Despite Pressure, FAAWon't Require Airplane Baby Seats

Parents may bring seats, but at extra cost

MORE than 4 million infants fly each year on United States airlines, but the Federal Aviation Agency has just ruled it will not require carriers to provide safety seats for them. The rule went into effect yesterday.

The National Transportation Safety Board, the Association of Flight Attendants, and the Air Transport Association had been recommending that the FAA require the safety seats be provided by all carriers for children under two.

The FAA did stipulate, however, that carriers must allow parents to bring safety seats onto flights - but at an extra fare, unless a free seat happens to be available. Until now, the practice had been that safety seats were usually allowed, and always at an extra fare.

If the parent chooses to forego the extra cost and hold the baby instead on the parent's lap, there is virtually no secure restraint.

Rep. Jim Lightfoot (R) of Iowa, an experienced pilot, is the author of a bill that would require the FAA to implement child restraints on aircraft. "I am a pilot and don't think a lot of people have an appreciation for the forces at play, that it is physically impossible to hold onto a child in a mid-flight crisis." He cites an instance in his own state, Iowa, in l989 when a United Airlines flight crash killed 112 persons, among them a 23 month old baby carried in his parents' arms. Authorities at the sc ene said the baby might have survived if it had been in a safety seat.

"It's one of the things to me that's contradictory in the FAA position," Rep. Lightfoot says. "Virtually everything that goes on a plane has to be tied down. ... It just seems like, if every state in the union has decided this is a smart thing to do when you're going 50 miles an hour, it's a smart thing to do when you're going 500 miles an hour." A baby in flight "ought to have the same [protections] as an adult ... as far as I'm concerned. They're basically a projectile, in that kind of situation."

In the face of professional demands for mandatory safety seats, why has the FAA remained so adamantly opposed? Lightfoot suggests, "Well, the FAA is in a rather unique quandary in that they're charged with aviation safety but at the same time they're supposed to promote aviation commerce. And this is not an untypical reaction when new ideas are proposed to the FAA."

While the FAA has figures on the four million children under two who fly each year, there are no figures available on the number of small children injured or killed under the present system. But that is not surprising when the way these most vulnerable of flyers are counted is explained: They are not counted as individual children unless they have a paid-for seats.

As Lightfoot explains, "If you go on a ride and your baby goes with you [on the lap], then that child is not counted as part of the package but is flying free. The airlines do that for their own protection. No one has ever compiled all the statistics together."

Fred Farrar, a spokesman for the FAA, says: "We're as interested as anyone else in protecting little children. We're concerned about the safety of infants, also, which is why we took the action [always permitting safety seats] we did.

"A person or family who has a child restraint system and wants to use it on airlines 9 times out of 10 have to pay for an extra airline seat. ... Airlines do not give away seats, and [since] the parents of infant children are more likely than not to be young adults, and do not have a great deal of money, the added cost of buying an airline seat could well force them into traveling by automobile rather than by air."

"Autos are statistically less safe than airlines. That being the case, other family members are exposed to a greater degree of danger than if they had gone by air. We're not charged with highway safety, but we do have a concern, if we were to adopt a regulation, what the effect would be on the safety of the people involved," Mr. Farrar says.

"About 50,000 people a year are killed in highway accidents and, for l991, 62 people were killed in airline accidents. The regulations we have adopted [say] bring it aboard, pay for another seat. The regulations we have adopted are aimed at airlines. If parents want to bring a child restraint system aboard, the airlines must let them do it. We have stated our position."

Lightfoot says, "The FAA is just a big old bureaucracy that is tough to move. They have said they don't want to move, and the way to move 'em is to get this bill passed."

The bill will be reintroduced when Congress convenes next year.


■ Task requirements:
The answer should consist of each line below that contains the word "load".

■ Data:
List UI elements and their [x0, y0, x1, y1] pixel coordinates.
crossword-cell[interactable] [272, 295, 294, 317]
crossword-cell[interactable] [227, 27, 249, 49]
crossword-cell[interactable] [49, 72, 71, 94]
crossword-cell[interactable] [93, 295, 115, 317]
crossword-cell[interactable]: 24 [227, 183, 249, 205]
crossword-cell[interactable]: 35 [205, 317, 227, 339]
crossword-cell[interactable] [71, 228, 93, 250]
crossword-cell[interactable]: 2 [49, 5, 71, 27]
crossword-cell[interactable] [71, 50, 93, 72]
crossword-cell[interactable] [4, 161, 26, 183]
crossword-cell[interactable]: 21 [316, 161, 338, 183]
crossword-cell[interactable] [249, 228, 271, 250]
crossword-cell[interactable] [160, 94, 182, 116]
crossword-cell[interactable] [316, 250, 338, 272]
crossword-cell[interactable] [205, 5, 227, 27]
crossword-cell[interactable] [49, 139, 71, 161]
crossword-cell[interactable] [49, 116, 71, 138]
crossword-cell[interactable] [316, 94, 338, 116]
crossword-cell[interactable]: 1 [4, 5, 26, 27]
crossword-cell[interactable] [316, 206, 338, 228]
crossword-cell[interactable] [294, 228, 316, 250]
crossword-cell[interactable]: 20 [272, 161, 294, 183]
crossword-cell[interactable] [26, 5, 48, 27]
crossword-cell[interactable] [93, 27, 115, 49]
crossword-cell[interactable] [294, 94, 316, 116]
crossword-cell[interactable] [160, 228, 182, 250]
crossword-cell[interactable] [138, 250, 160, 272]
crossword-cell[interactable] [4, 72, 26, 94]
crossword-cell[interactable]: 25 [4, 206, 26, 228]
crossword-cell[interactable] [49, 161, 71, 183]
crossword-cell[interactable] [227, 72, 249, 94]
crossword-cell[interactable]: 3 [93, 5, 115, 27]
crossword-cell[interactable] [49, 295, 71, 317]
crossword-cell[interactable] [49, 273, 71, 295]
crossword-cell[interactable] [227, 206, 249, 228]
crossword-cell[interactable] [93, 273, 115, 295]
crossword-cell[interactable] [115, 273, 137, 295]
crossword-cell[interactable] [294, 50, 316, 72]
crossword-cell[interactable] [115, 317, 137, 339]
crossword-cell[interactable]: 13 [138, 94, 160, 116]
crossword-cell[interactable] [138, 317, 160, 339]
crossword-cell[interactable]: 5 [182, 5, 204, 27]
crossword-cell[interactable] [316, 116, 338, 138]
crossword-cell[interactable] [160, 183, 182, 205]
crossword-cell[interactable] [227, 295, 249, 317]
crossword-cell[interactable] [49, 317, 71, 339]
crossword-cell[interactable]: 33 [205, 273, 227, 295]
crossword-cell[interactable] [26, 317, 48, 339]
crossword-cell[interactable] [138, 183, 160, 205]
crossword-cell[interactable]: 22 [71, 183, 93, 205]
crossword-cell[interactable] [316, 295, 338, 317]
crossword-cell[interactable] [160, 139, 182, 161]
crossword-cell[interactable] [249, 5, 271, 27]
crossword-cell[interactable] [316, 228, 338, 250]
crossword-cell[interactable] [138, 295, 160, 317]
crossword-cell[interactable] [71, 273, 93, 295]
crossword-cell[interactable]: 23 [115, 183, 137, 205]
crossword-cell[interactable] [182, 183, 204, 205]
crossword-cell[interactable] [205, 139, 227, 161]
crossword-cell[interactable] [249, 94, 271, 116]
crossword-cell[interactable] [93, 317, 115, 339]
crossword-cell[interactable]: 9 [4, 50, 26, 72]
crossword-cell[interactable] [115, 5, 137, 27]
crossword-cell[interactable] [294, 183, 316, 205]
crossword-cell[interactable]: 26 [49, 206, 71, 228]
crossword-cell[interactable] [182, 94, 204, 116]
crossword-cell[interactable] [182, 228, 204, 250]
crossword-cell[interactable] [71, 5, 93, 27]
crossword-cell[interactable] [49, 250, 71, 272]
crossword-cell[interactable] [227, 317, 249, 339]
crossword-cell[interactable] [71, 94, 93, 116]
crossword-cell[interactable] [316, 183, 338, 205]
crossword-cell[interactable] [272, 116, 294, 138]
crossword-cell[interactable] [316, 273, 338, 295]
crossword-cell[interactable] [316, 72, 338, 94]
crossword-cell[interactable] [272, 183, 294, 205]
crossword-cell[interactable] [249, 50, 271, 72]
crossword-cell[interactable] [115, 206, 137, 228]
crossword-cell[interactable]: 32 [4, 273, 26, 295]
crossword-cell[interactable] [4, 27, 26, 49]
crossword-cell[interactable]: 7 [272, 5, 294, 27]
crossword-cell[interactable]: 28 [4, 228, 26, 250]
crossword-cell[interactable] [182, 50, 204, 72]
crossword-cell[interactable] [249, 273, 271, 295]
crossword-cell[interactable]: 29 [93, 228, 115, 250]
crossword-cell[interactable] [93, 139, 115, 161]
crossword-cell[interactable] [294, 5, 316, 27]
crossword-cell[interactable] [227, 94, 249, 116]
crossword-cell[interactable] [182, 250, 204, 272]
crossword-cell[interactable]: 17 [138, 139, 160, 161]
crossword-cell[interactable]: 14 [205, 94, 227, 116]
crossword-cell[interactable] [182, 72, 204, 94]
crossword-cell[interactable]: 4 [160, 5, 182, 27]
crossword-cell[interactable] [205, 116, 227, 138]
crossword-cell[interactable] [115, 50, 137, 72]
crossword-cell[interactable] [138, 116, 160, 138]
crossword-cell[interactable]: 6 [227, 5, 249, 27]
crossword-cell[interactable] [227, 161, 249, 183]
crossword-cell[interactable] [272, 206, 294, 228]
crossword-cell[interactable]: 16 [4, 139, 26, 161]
---
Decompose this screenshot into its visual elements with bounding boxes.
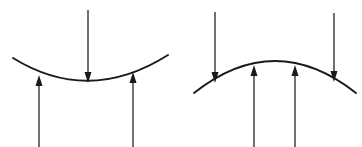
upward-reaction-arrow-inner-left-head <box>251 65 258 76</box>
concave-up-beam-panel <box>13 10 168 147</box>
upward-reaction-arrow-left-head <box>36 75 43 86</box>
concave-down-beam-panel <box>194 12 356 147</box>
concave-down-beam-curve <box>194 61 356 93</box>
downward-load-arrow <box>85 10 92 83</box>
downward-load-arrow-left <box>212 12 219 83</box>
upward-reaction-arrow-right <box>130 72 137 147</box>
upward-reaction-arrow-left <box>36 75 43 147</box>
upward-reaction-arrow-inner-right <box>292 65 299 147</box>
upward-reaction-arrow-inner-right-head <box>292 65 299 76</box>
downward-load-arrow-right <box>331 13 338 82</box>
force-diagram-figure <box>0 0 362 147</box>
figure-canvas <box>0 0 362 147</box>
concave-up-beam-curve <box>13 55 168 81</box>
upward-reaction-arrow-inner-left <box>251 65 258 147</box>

■ Task response:
downward-load-arrow <box>85 10 92 83</box>
downward-load-arrow-left <box>212 12 219 83</box>
downward-load-arrow-right <box>331 13 338 82</box>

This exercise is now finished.